Dead, Dennis Lee Hopper on May 29, 2010 at the age of 74 of prostate cancer, he was an American actor, filmmaker, photographer, and artist.
He attended the Actors Studio, making his first television appearance in 1954, and soon after appeared in two films with James Dean.
In the next ten years he made a name in television, and by the end of the 1960s had appeared in several films.
Born Dennis Lee Hopper on May 17, 1936, in Dodge City, Kansas, the son of Marjorie Mae (née Davis, July 12, 1917 – January 12, 2007) and James Millard Hopper (June 23, 1916 – August 7, 1982).
He had Scottish ancestors.
Hopper had two brothers, Marvin and David. H
opper was unable to build on his success for several years, until the fame brought by his role as the American Photojournalist in Apocalypse Now (1979).
He then appeared in Rumble Fish (1983) and The Osterman Weekend (1983), and received critical recognition for his acting in Blue Velvet and Hoosiers, with the latter film garnering him an Academy Award nomination for Best Supporting Actor.
In 1988 he directed Colors, and in the following years played the eponymous lead character in Paris Trout.
He played numerous villains including: Speed (1994), King Koopa in Super Mario Bros. (1993) and in Waterworld (1995).
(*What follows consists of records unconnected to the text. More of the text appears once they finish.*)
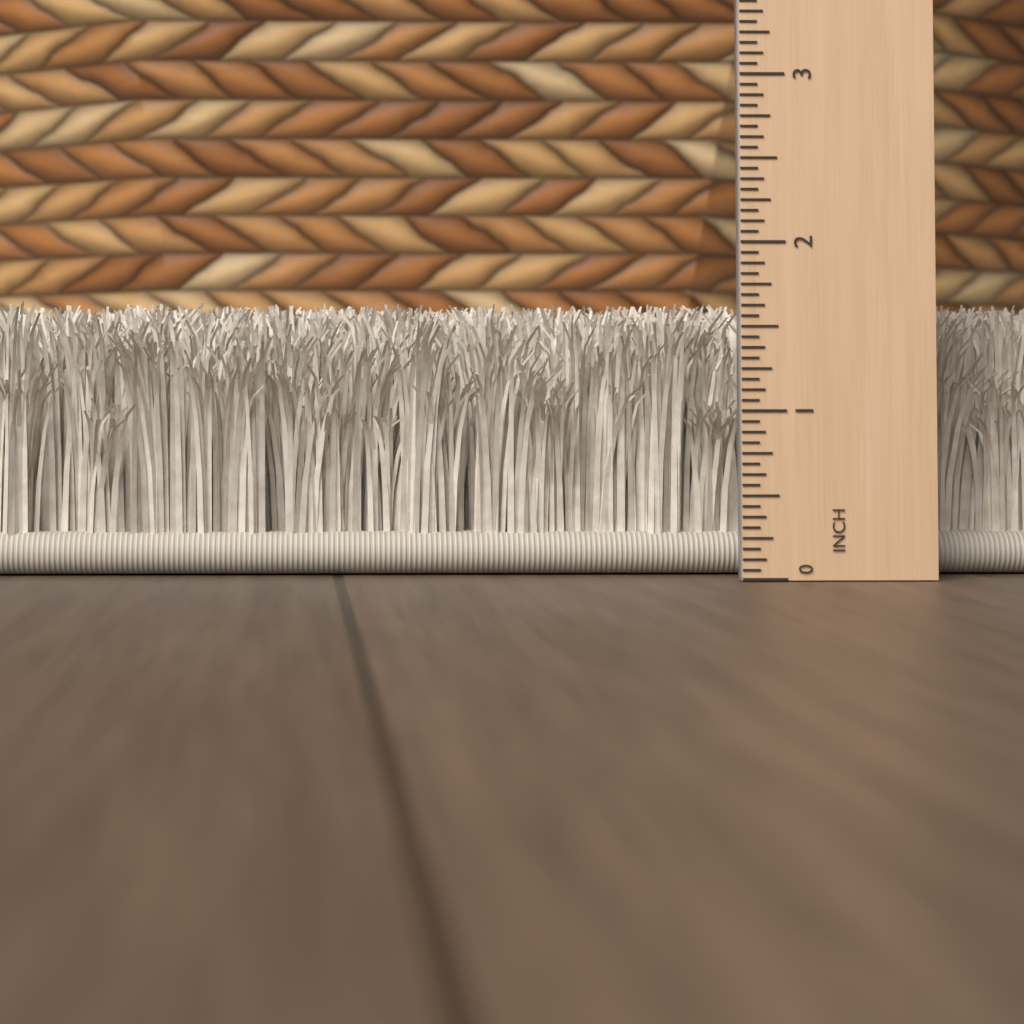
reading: 1.6875 in
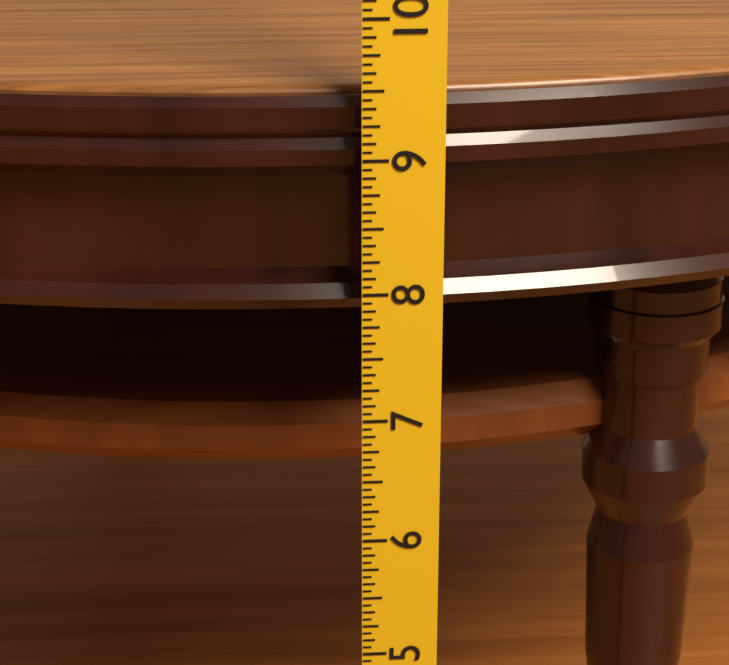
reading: 9.4375 in
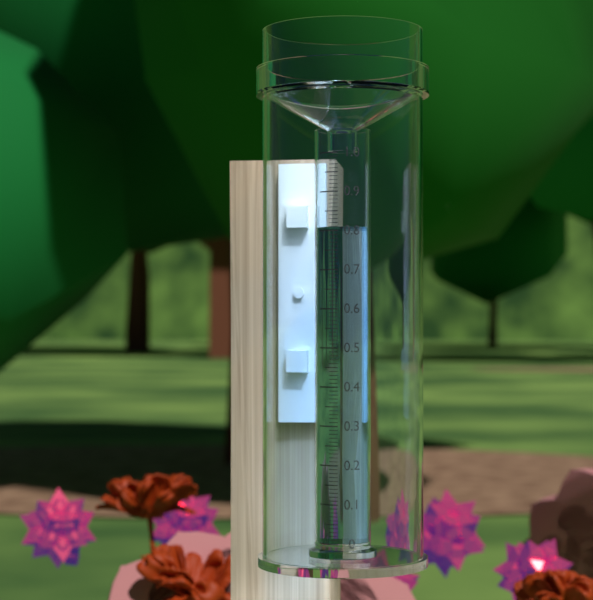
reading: 0.81 (no unit)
Hopper also played heroes, such as John Canyon in Space Truckers.
In his book Last Train to Memphis, American popular music historian Peter Guralnick says that in 1956, when Elvis Presley was making his first film in Hollywood, Hopper was roommates with fellow actor Nick Adams and the three became friends and socialized together.
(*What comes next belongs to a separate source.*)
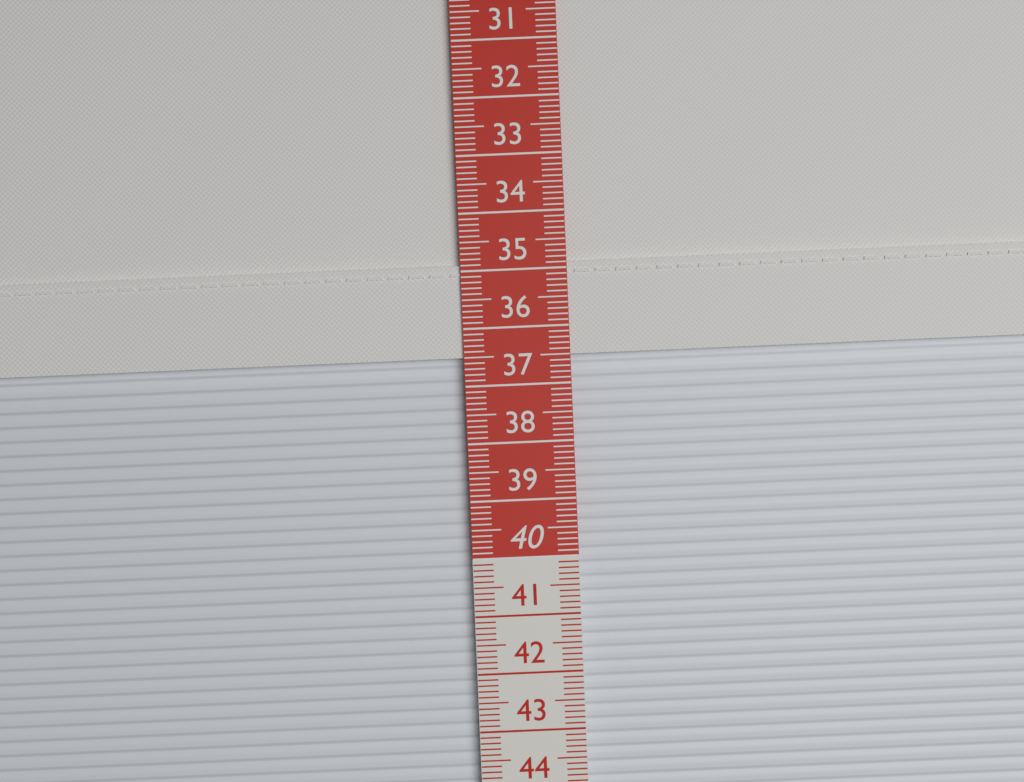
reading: 36.5 cm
In 1959 Hopper moved to New York to study Method acting under Lee Strasberg at the Actors Studio.
In 1961, Hopper played his first lead role in Night Tide, an atmospheric supernatural thriller involving a mermaid in an amusement park.
Hopper was able to sustain his lifestyle and a measure of celebrity by acting in numerous low budget and European films throughout the 1970s as the archetypical “tormented maniac”, including Mad Dog Morgan (1976), Tracks (1976), and The American Friend (1977). With Francis Ford Coppola’s blockbuster Apocalypse Now (1979), Hopper returned to prominence as a hyper-manic Vietnam-era photojournalist.
Stepping in for an overwhelmed director, Hopper won praise in 1980 for his directing and acting in Out of the Blue.
Immediately thereafter, Hopper starred as an addled short-order cook “Cracker” in the Neil Young/Dean Stockwell low-budget collaboration Human Highway.
Production was reportedly often delayed by his unreliable behavior.
Peter Biskind states in the New Hollywood history Easy Riders, Raging Bulls that Hopper’s cocaine intake had reached three grams a day by this time, complemented by 30 beers, and some marijuana and Cuba libres.
Hopper returned to film direction in the late 1980s and was at the helm of the controversial gang film Colors (1988), which was well received by both critics and audiences.
He was back in front of the cameras for roles in Super Mario Bros. (1993), got on the wrong side of gangster Christopher Walken in True Romance (1993), led police officer Keanu Reeves and bus passenger Sandra Bullock on a deadly ride in Speed (1994) and challenged gill-man Kevin Costner for world supremacy in Waterworld (1995).
The enigmatic Hopper has continued to remain busy through the 1990s and into the new century with performances in The Night We Called It a Day (2003), The Keeper (2004) and Land of the Dead (2005).